### Dataset extract
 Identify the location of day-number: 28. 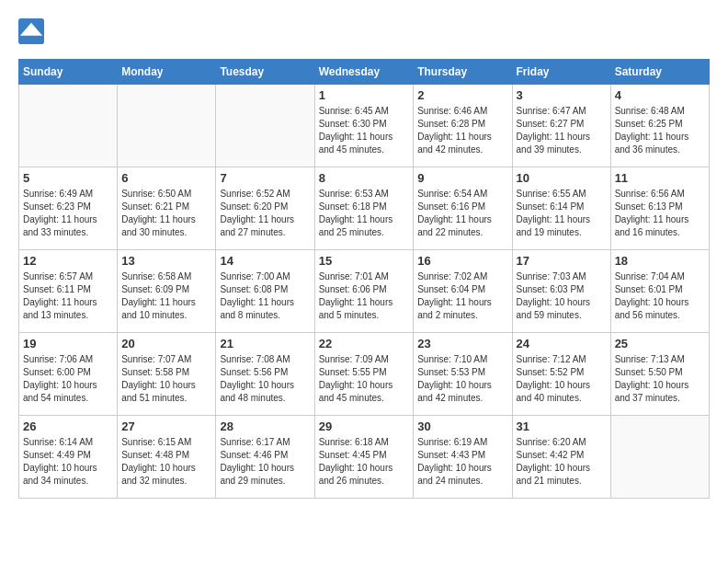
(265, 427).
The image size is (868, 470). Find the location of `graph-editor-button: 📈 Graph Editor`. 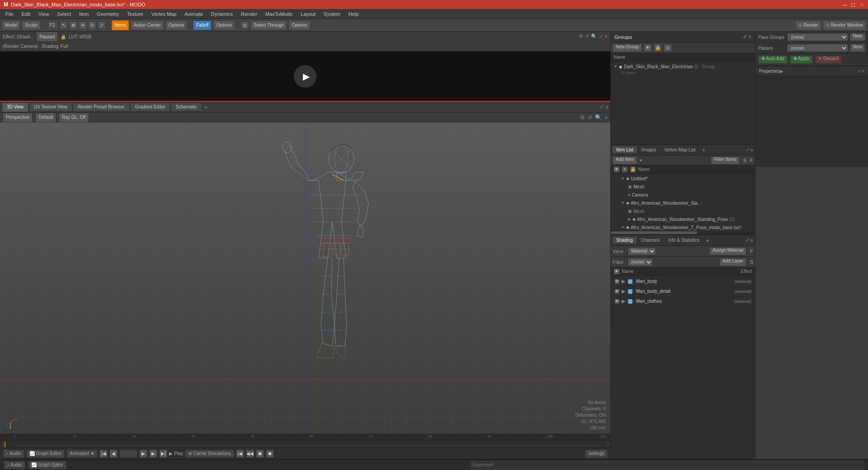

graph-editor-button: 📈 Graph Editor is located at coordinates (46, 454).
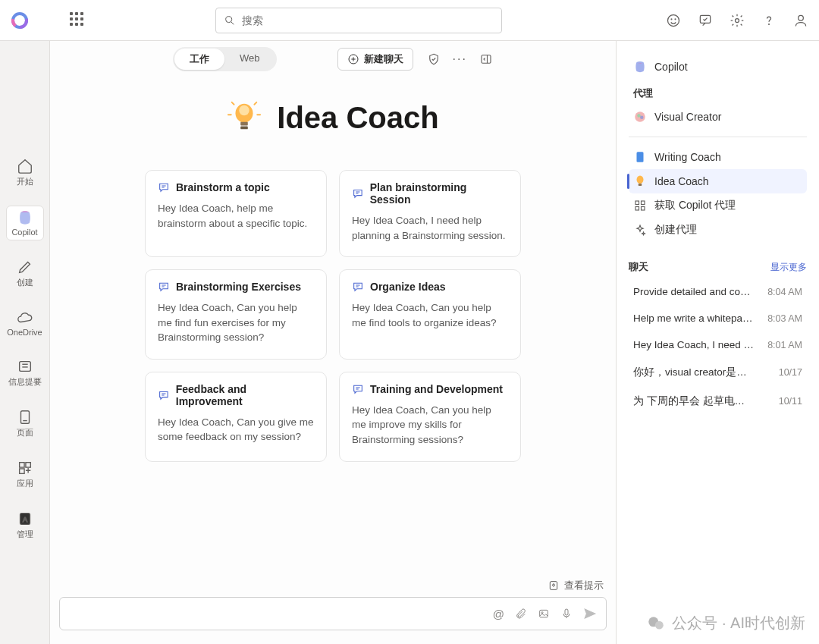  I want to click on nav-home: 开始, so click(25, 173).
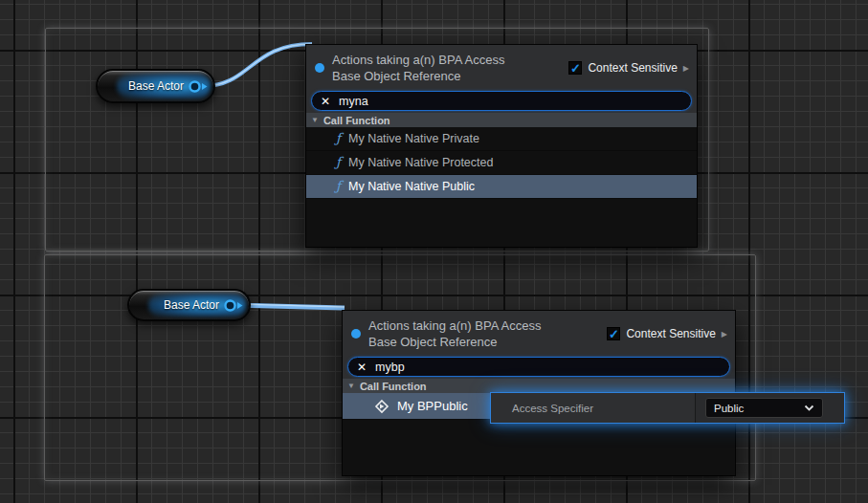 The height and width of the screenshot is (503, 868). Describe the element at coordinates (433, 405) in the screenshot. I see `list-item-label: My BPPublic` at that location.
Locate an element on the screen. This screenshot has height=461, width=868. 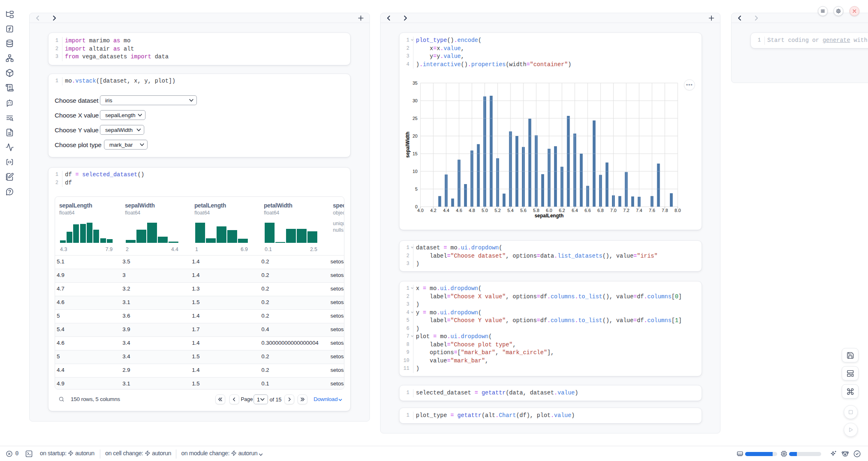
svg-text: 4.6 is located at coordinates (459, 210).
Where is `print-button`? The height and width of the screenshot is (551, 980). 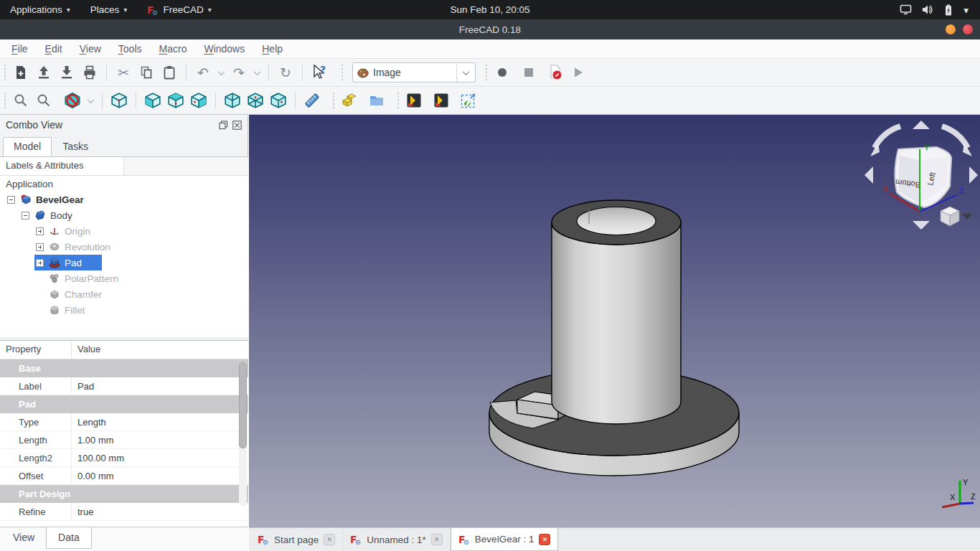
print-button is located at coordinates (90, 72).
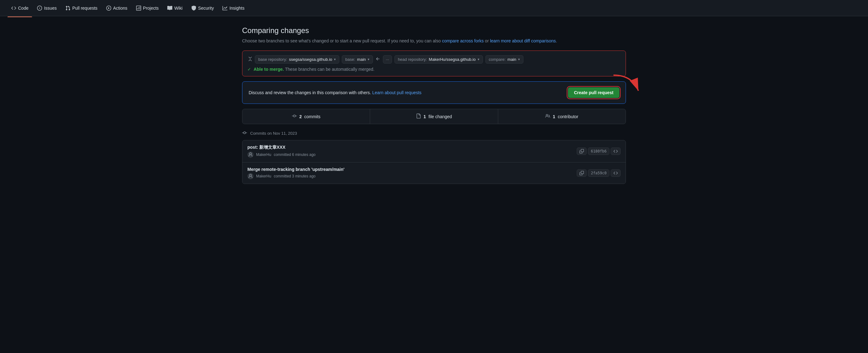 The image size is (868, 353). Describe the element at coordinates (46, 8) in the screenshot. I see `nav-issues: Issues` at that location.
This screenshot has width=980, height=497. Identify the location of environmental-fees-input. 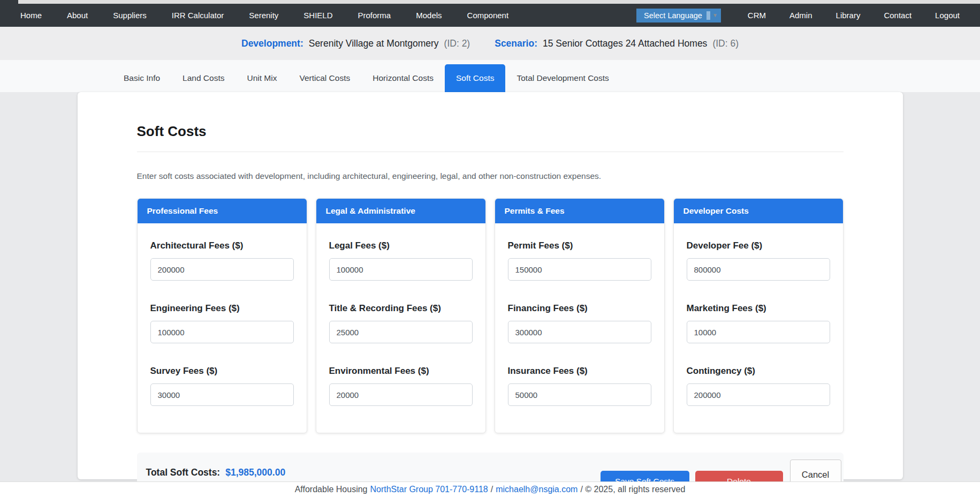
(401, 395).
######
▸ **To do**:
Output the records exactly as they appear, skipping any pictures.

▸ **Solved problem**:
 Identify the location of day-number: 28. 
(265, 427).
The image size is (868, 470). Find the location of `graph-editor-button: 📈 Graph Editor`. 

graph-editor-button: 📈 Graph Editor is located at coordinates (46, 454).
  I want to click on nav-home: 开始, so click(25, 173).
 The height and width of the screenshot is (503, 868). Describe the element at coordinates (433, 405) in the screenshot. I see `list-item-label: My BPPublic` at that location.
Locate an element on the screen. This screenshot has height=461, width=868. 
svg-text: 4.6 is located at coordinates (459, 210).
Where is `print-button`? The height and width of the screenshot is (551, 980). 
print-button is located at coordinates (90, 72).
 The image size is (868, 353). Describe the element at coordinates (46, 8) in the screenshot. I see `nav-issues: Issues` at that location.
This screenshot has width=980, height=497. Identify the location of environmental-fees-input. 
(401, 395).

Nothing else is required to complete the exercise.